Monday, November 19, 2012

Employing Your Passions



I have a lot of conversations with myself (via writing, of course) involving whether I'm really doing what I'm supposed to be doing.

I pacify myself with saying I need to be doing what I'm doing in order to build experience and have proof as to why I'm capable of x,y,z. Yet, I'm still left with this feeling of being incomplete.

My generation has been fed this notion that your job is supposed to be something you would do for free. We're encourage to be artists and writers and that we can live our passions out through our professions. Yet, what I've realized is that this has bred a lot of confusion and mixed feelings about my situation. It also leaves me measuring what I do professionally as my contribution to this world.

After recently fully digesting the knowledge that advertising is just a shift in perception not necessarily quality of life. I'm feeling quite shitty about this "contribution" I'm making.

On the flip side, this brings me back to my initial reason for entertaining the current segment of the field that I'm in---multicultural. In which, I've been of the belief that I can use this logic of altering brand perceptions into also altering perceptions of people of color within media.

If I've learned only one thing, it's been that advertising drives every form of media that we consume. If you combine that with the fact that advertising is based on making sales and the growing multicultural population is what's growing those sales. Theoretically, this should encourage more accurate portrayals of the multicultural consumer within media. Right?

Let's bring this to African American specifically, since that's my personal passion point.

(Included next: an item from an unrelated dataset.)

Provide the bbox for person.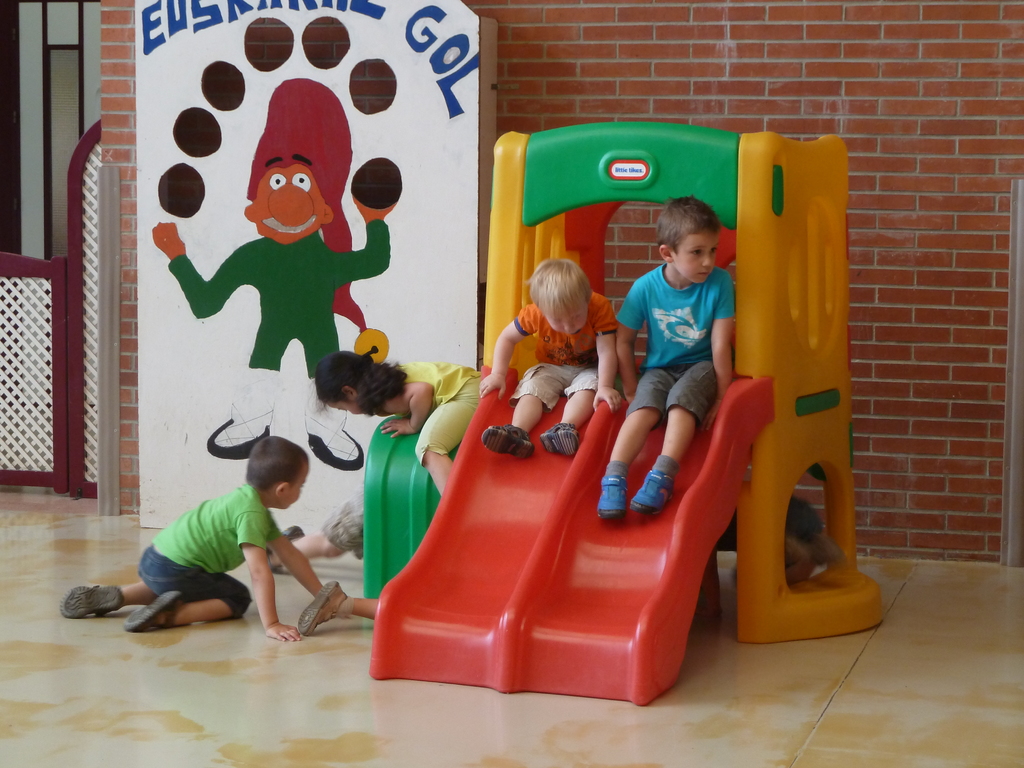
295/577/376/639.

Where I'm seeing the challenge, is most traditionally African American specific properties have this outdated hierarchy system. They employ these older and out of touch professionals to speak to a generation of African Americans who grew up way differently than them. Older African Americans fail to realize that we all didn't grow up being oppressed, in overly impoverished environments, or needing someone to "have our back". However, we grew up with access to different types of people and experiences.

The limited bubble of who and what the African American experience is will continue to be the downfall of African American networks and older African American agencies. African Americans in general are always pushing to break stereotypes, yet I find these properties more guilty of perpetuating them than their General Market counterparts. The oversight is that we are in an era in which you can reach people via their interests and most times that is more impactful than targeting someone based on their ethnicity.

I will feel like I've accomplished something, if I'm able to switch the limited perception people have of African Americans. We're always painted as this one-dimensional being, yet there are so many things about us beyond the associations that can be made based on the color of our skin. I find it remarkable how often I surprise people with my varied interests. Or when people realize that just because I'm black, it doesn't mean that I can pull off being the cool kid in every situation. Or that I'm deeper than rap and although it is a passion point of mine, I have a wide array of music that I like and appreciate.

Stereotypes need to be broken, true. But all I want is for people to not be surprised to find out the depth of my being. That simple.